At TGS College, your education does not stop at the campus gate. Some of the most important moments of your formation will happen on the road, in a community you have never visited, in a country you have never seen, and in a conversation you could not have had anywhere else.
Our educational trips are not tourist excursions. They are structured, assessed experiences designed to stretch how you think, challenge what you assume, and connect you to the world your education is preparing you to serve.
Local immersions that change your perspective
Every TGS student completes a National Immersion as part of the Foundational Year. You spend structured time in a community, institution, or enterprise that is radically different from your own background: rural or urban, cross-class, cross-sector, cross-cultural.
You keep a journal. You write a reflective paper. You are debriefed by a Compagnon when you return. The purpose is simple: no TGS graduate should think about Zimbabwe in the abstract. You will have stood in it, listened to it, and been changed by it.
Local trips also include visits to Parliament, the Constitutional Court, active enterprises, regenerative farms, and community organisations connected to our three schools. These are not passive observation days. You arrive with questions and leave with obligations.
International exchanges that open the world
TGS College holds exclusive exchange partnerships with carefully selected, values-aligned institutions on the African continent and beyond. These are not casual agreements. They are deep, reciprocal relationships built on a shared commitment to excellence and service.
A semester at a partner institution expands your intellectual network, exposes you to different approaches to the same African challenges, and equips you to think and work across borders. Students from our partner institutions come to us in return, enriching the conversations inside our own classrooms and ateliers.
International trips are also built into specific programmes: field research at a continental policy forum, a visit to a global technology hub, an exchange with a leading engineering faculty, or a cultural immersion tied to the School of Creative and Technological Futures.
Every trip is purposeful, not recreational
Before any TGS trip, students receive a preparation brief, a set of guided questions, and a clear outcome expectation. After every trip, there is a formal debrief and a written reflection. The experience is integrated into your academic formation, not added on top of it.
You will not come back from a TGS educational trip with just photographs. You will come back with a broader mind, a deeper sense of vocation, and a clearer understanding of the world you are being formed to serve.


THE PROBLEM: In full and exactly, please return the records, but keep out the pictures.

THE INPUT:

-- Opening Marker --

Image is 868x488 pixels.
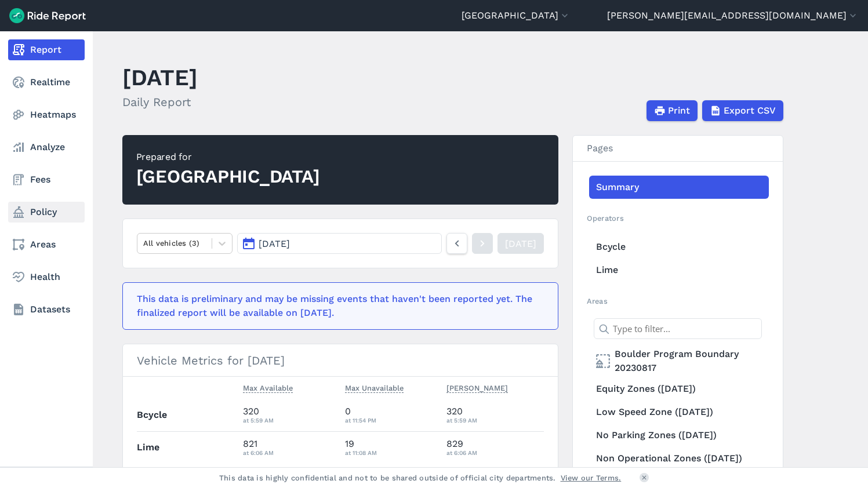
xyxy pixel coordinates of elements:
[590,377,769,401] a: Equity Zones ([DATE])
[9,8,86,23] img: Ride Report
[243,437,336,458] div: 821
[461,9,571,22] button: [GEOGRAPHIC_DATA]
[590,345,769,377] a: Boulder Program Boundary 20230817
[243,415,336,426] div: at 5:59 AM
[122,61,197,93] h1: [DATE]
[8,234,85,255] a: Areas
[345,382,404,393] span: Max Unavailable
[345,382,404,395] button: Max Unavailable
[8,299,85,320] a: Datasets
[587,213,769,224] h2: Operators
[668,104,690,118] span: Print
[137,432,239,463] th: Lime
[498,233,544,254] a: [DATE]
[237,233,441,254] button: [DATE]
[590,259,769,282] a: Lime
[137,400,239,432] th: Bcycle
[647,100,698,121] button: Print
[446,437,544,458] div: 829
[136,150,320,164] div: Prepared for
[590,424,769,447] a: No Parking Zones ([DATE])
[243,448,336,458] div: at 6:06 AM
[243,382,293,395] button: Max Available
[561,473,622,484] a: View our Terms.
[243,382,293,393] span: Max Available
[590,447,769,470] a: Non Operational Zones ([DATE])
[446,405,544,426] div: 320
[345,405,438,426] div: 0
[259,239,290,249] span: [DATE]
[8,72,85,93] a: Realtime
[594,318,762,339] input: Type to filter...
[8,169,85,190] a: Fees
[587,296,769,307] h2: Areas
[724,104,776,118] span: Export CSV
[8,40,85,60] a: Report
[137,292,537,320] div: This data is preliminary and may be missing events that haven't been reported yet. The finalized ...
[446,382,508,395] button: [PERSON_NAME]
[590,401,769,424] a: Low Speed Zone ([DATE])
[345,415,438,426] div: at 11:54 PM
[608,9,859,22] button: [PERSON_NAME][EMAIL_ADDRESS][DOMAIN_NAME]
[8,137,85,158] a: Analyze
[446,382,508,393] span: [PERSON_NAME]
[8,104,85,125] a: Heatmaps
[8,202,85,223] a: Policy
[446,415,544,426] div: at 5:59 AM
[590,176,769,199] a: Summary
[8,267,85,288] a: Health
[136,164,320,189] div: [GEOGRAPHIC_DATA]
[573,136,783,162] h3: Pages
[345,437,438,458] div: 19
[446,448,544,458] div: at 6:06 AM
[590,236,769,259] a: Bcycle
[123,344,558,377] h3: Vehicle Metrics for [DATE]
[702,100,783,121] button: Export CSV
[122,93,197,111] h2: Daily Report
[345,448,438,458] div: at 11:08 AM
[243,405,336,426] div: 320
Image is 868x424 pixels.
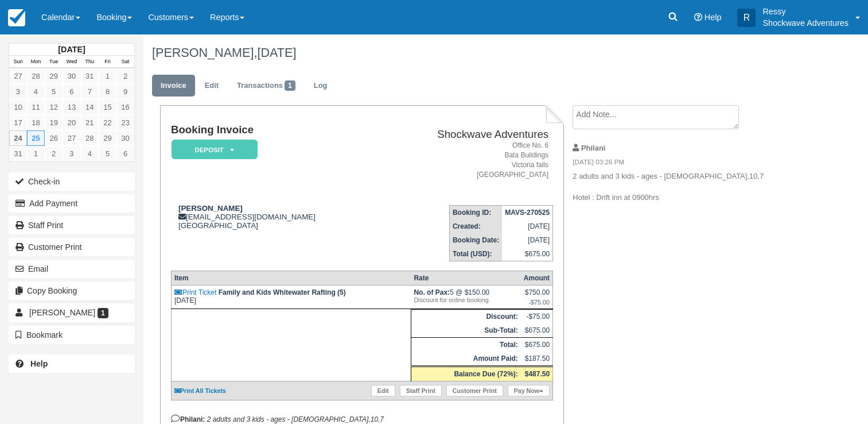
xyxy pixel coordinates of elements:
a: 28 [81,130,99,146]
a: 5 [44,84,63,99]
a: Transactions1 [228,75,304,97]
a: 25 [27,130,44,146]
a: Invoice [152,75,195,97]
td: $187.50 [521,351,553,367]
h1: [PERSON_NAME], [152,46,786,60]
a: 24 [9,130,27,146]
a: 1 [99,68,116,84]
a: 8 [99,84,116,99]
div: R [737,9,756,27]
a: Edit [371,385,395,396]
td: $675.00 [521,324,553,338]
a: 23 [116,115,134,130]
a: 4 [81,146,99,161]
div: [EMAIL_ADDRESS][DOMAIN_NAME] [GEOGRAPHIC_DATA] [171,204,379,230]
img: checkfront-main-nav-mini-logo.png [8,9,25,26]
td: 5 @ $150.00 [411,285,521,309]
strong: Philani: [171,415,205,423]
a: 30 [116,130,134,146]
a: 22 [99,115,116,130]
p: Shockwave Adventures [762,18,848,29]
th: Total: [411,338,521,352]
h1: Booking Invoice [171,124,379,136]
a: 16 [116,99,134,115]
th: Amount Paid: [411,351,521,367]
td: [DATE] [502,233,553,247]
button: Add Payment [9,194,135,212]
a: 31 [81,68,99,84]
a: 12 [44,99,63,115]
a: 1 [27,146,44,161]
strong: [DATE] [58,44,85,54]
th: Amount [521,271,553,285]
em: -$75.00 [524,299,549,305]
strong: MAVS-270525 [505,208,549,216]
span: [DATE] [257,45,296,60]
a: 2 [116,68,134,84]
th: Created: [449,219,502,233]
th: Sat [116,56,134,68]
a: Edit [196,75,227,97]
a: 30 [63,68,80,84]
td: [DATE] [502,219,553,233]
a: 18 [27,115,44,130]
th: Item [171,271,411,285]
a: 26 [44,130,63,146]
th: Sun [9,56,27,68]
span: [PERSON_NAME] [29,308,95,317]
td: $675.00 [502,247,553,262]
a: Log [305,75,336,97]
a: 28 [27,68,44,84]
button: Bookmark [9,326,135,344]
a: Print All Tickets [174,387,226,394]
a: 2 [44,146,63,161]
h2: Shockwave Adventures [384,129,549,141]
em: [DATE] 03:26 PM [572,157,766,170]
a: 10 [9,99,27,115]
a: 21 [81,115,99,130]
a: 9 [116,84,134,99]
a: 17 [9,115,27,130]
th: Mon [27,56,44,68]
em: Deposit [172,140,258,160]
span: 1 [285,80,296,91]
th: Booking Date: [449,233,502,247]
a: [PERSON_NAME] 1 [9,303,135,322]
td: -$75.00 [521,309,553,324]
a: 7 [81,84,99,99]
th: Total (USD): [449,247,502,262]
a: 6 [63,84,80,99]
th: Fri [99,56,116,68]
a: Customer Print [9,238,135,256]
strong: No. of Pax [413,289,450,297]
a: 11 [27,99,44,115]
em: Discount for online booking [413,297,518,303]
th: Booking ID: [449,206,502,220]
strong: [PERSON_NAME] [178,204,242,212]
th: Balance Due (72%): [411,367,521,382]
button: Email [9,260,135,278]
button: Copy Booking [9,282,135,300]
a: Staff Print [400,385,442,396]
span: 1 [98,308,108,318]
a: 29 [99,130,116,146]
a: 31 [9,146,27,161]
strong: Philani [581,144,605,152]
span: Help [704,13,722,22]
a: 3 [9,84,27,99]
button: Check-in [9,173,135,191]
a: 5 [99,146,116,161]
strong: Family and Kids Whitewater Rafting (5) [219,289,346,297]
a: Customer Print [446,385,503,396]
th: Thu [81,56,99,68]
a: 13 [63,99,80,115]
p: Ressy [762,6,848,18]
a: 27 [63,130,80,146]
a: 19 [44,115,63,130]
th: Tue [44,56,63,68]
div: $750.00 [524,289,549,305]
a: Print Ticket [174,289,216,297]
td: $675.00 [521,338,553,352]
a: Help [9,355,135,373]
a: 6 [116,146,134,161]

-- Closing Marker --

EXPECTED ANSWER:
Image is 868x488 pixels.
xyxy pixel coordinates of elements:
[590,377,769,401] a: Equity Zones ([DATE])
[9,8,86,23] img: Ride Report
[243,437,336,458] div: 821
[461,9,571,22] button: [GEOGRAPHIC_DATA]
[590,345,769,377] a: Boulder Program Boundary 20230817
[243,415,336,426] div: at 5:59 AM
[122,61,197,93] h1: [DATE]
[8,234,85,255] a: Areas
[345,382,404,393] span: Max Unavailable
[345,382,404,395] button: Max Unavailable
[8,299,85,320] a: Datasets
[587,213,769,224] h2: Operators
[668,104,690,118] span: Print
[137,432,239,463] th: Lime
[498,233,544,254] a: [DATE]
[237,233,441,254] button: [DATE]
[590,259,769,282] a: Lime
[137,400,239,432] th: Bcycle
[647,100,698,121] button: Print
[446,437,544,458] div: 829
[136,150,320,164] div: Prepared for
[590,424,769,447] a: No Parking Zones ([DATE])
[243,448,336,458] div: at 6:06 AM
[243,382,293,395] button: Max Available
[561,473,622,484] a: View our Terms.
[243,382,293,393] span: Max Available
[590,447,769,470] a: Non Operational Zones ([DATE])
[446,405,544,426] div: 320
[345,405,438,426] div: 0
[259,239,290,249] span: [DATE]
[8,72,85,93] a: Realtime
[594,318,762,339] input: Type to filter...
[8,169,85,190] a: Fees
[587,296,769,307] h2: Areas
[724,104,776,118] span: Export CSV
[8,40,85,60] a: Report
[137,292,537,320] div: This data is preliminary and may be missing events that haven't been reported yet. The finalized ...
[446,382,508,395] button: [PERSON_NAME]
[590,401,769,424] a: Low Speed Zone ([DATE])
[345,415,438,426] div: at 11:54 PM
[608,9,859,22] button: [PERSON_NAME][EMAIL_ADDRESS][DOMAIN_NAME]
[8,137,85,158] a: Analyze
[446,382,508,393] span: [PERSON_NAME]
[8,104,85,125] a: Heatmaps
[8,202,85,223] a: Policy
[446,415,544,426] div: at 5:59 AM
[590,176,769,199] a: Summary
[8,267,85,288] a: Health
[136,164,320,189] div: [GEOGRAPHIC_DATA]
[573,136,783,162] h3: Pages
[345,437,438,458] div: 19
[446,448,544,458] div: at 6:06 AM
[590,236,769,259] a: Bcycle
[123,344,558,377] h3: Vehicle Metrics for [DATE]
[702,100,783,121] button: Export CSV
[122,93,197,111] h2: Daily Report
[345,448,438,458] div: at 11:08 AM
[243,405,336,426] div: 320
Image is 868x424 pixels.
xyxy pixel coordinates of elements:
a: 28 [81,130,99,146]
a: 5 [44,84,63,99]
a: Transactions1 [228,75,304,97]
a: 25 [27,130,44,146]
a: Invoice [152,75,195,97]
td: $187.50 [521,351,553,367]
h1: [PERSON_NAME], [152,46,786,60]
a: 24 [9,130,27,146]
a: 1 [99,68,116,84]
a: 8 [99,84,116,99]
div: R [737,9,756,27]
a: Edit [371,385,395,396]
td: $675.00 [521,324,553,338]
a: 23 [116,115,134,130]
a: 4 [81,146,99,161]
div: [EMAIL_ADDRESS][DOMAIN_NAME] [GEOGRAPHIC_DATA] [171,204,379,230]
img: checkfront-main-nav-mini-logo.png [8,9,25,26]
td: 5 @ $150.00 [411,285,521,309]
strong: Philani: [171,415,205,423]
a: 30 [116,130,134,146]
a: 22 [99,115,116,130]
p: Shockwave Adventures [762,18,848,29]
th: Total: [411,338,521,352]
h1: Booking Invoice [171,124,379,136]
a: 16 [116,99,134,115]
th: Amount Paid: [411,351,521,367]
td: [DATE] [502,233,553,247]
button: Add Payment [9,194,135,212]
a: 31 [81,68,99,84]
a: 12 [44,99,63,115]
a: 1 [27,146,44,161]
strong: [DATE] [58,44,85,54]
th: Amount [521,271,553,285]
em: -$75.00 [524,299,549,305]
strong: MAVS-270525 [505,208,549,216]
span: [DATE] [257,45,296,60]
a: 2 [116,68,134,84]
th: Created: [449,219,502,233]
th: Sat [116,56,134,68]
a: Edit [196,75,227,97]
a: 30 [63,68,80,84]
td: [DATE] [502,219,553,233]
a: 18 [27,115,44,130]
th: Item [171,271,411,285]
a: 26 [44,130,63,146]
th: Sun [9,56,27,68]
span: [PERSON_NAME] [29,308,95,317]
td: $675.00 [502,247,553,262]
a: Log [305,75,336,97]
a: 28 [27,68,44,84]
button: Bookmark [9,326,135,344]
a: Print All Tickets [174,387,226,394]
a: 2 [44,146,63,161]
h2: Shockwave Adventures [384,129,549,141]
em: [DATE] 03:26 PM [572,157,766,170]
a: 10 [9,99,27,115]
a: 21 [81,115,99,130]
a: 9 [116,84,134,99]
a: 17 [9,115,27,130]
th: Mon [27,56,44,68]
em: Deposit [172,140,258,160]
span: 1 [285,80,296,91]
th: Booking Date: [449,233,502,247]
a: [PERSON_NAME] 1 [9,303,135,322]
td: -$75.00 [521,309,553,324]
a: 7 [81,84,99,99]
th: Total (USD): [449,247,502,262]
a: 6 [63,84,80,99]
th: Fri [99,56,116,68]
a: Customer Print [9,238,135,256]
strong: No. of Pax [413,289,450,297]
a: 11 [27,99,44,115]
em: Discount for online booking [413,297,518,303]
th: Booking ID: [449,206,502,220]
strong: [PERSON_NAME] [178,204,242,212]
th: Balance Due (72%): [411,367,521,382]
button: Email [9,260,135,278]
button: Copy Booking [9,282,135,300]
a: Staff Print [400,385,442,396]
span: 1 [98,308,108,318]
a: 29 [99,130,116,146]
a: 31 [9,146,27,161]
strong: Philani [581,144,605,152]
span: Help [704,13,722,22]
a: 3 [9,84,27,99]
button: Check-in [9,173,135,191]
a: 5 [99,146,116,161]
strong: Family and Kids Whitewater Rafting (5) [219,289,346,297]
a: Customer Print [446,385,503,396]
th: Thu [81,56,99,68]
a: 13 [63,99,80,115]
p: Ressy [762,6,848,18]
a: 27 [63,130,80,146]
a: 19 [44,115,63,130]
th: Tue [44,56,63,68]
div: $750.00 [524,289,549,305]
a: Print Ticket [174,289,216,297]
td: $675.00 [521,338,553,352]
a: Help [9,355,135,373]
a: 6 [116,146,134,161]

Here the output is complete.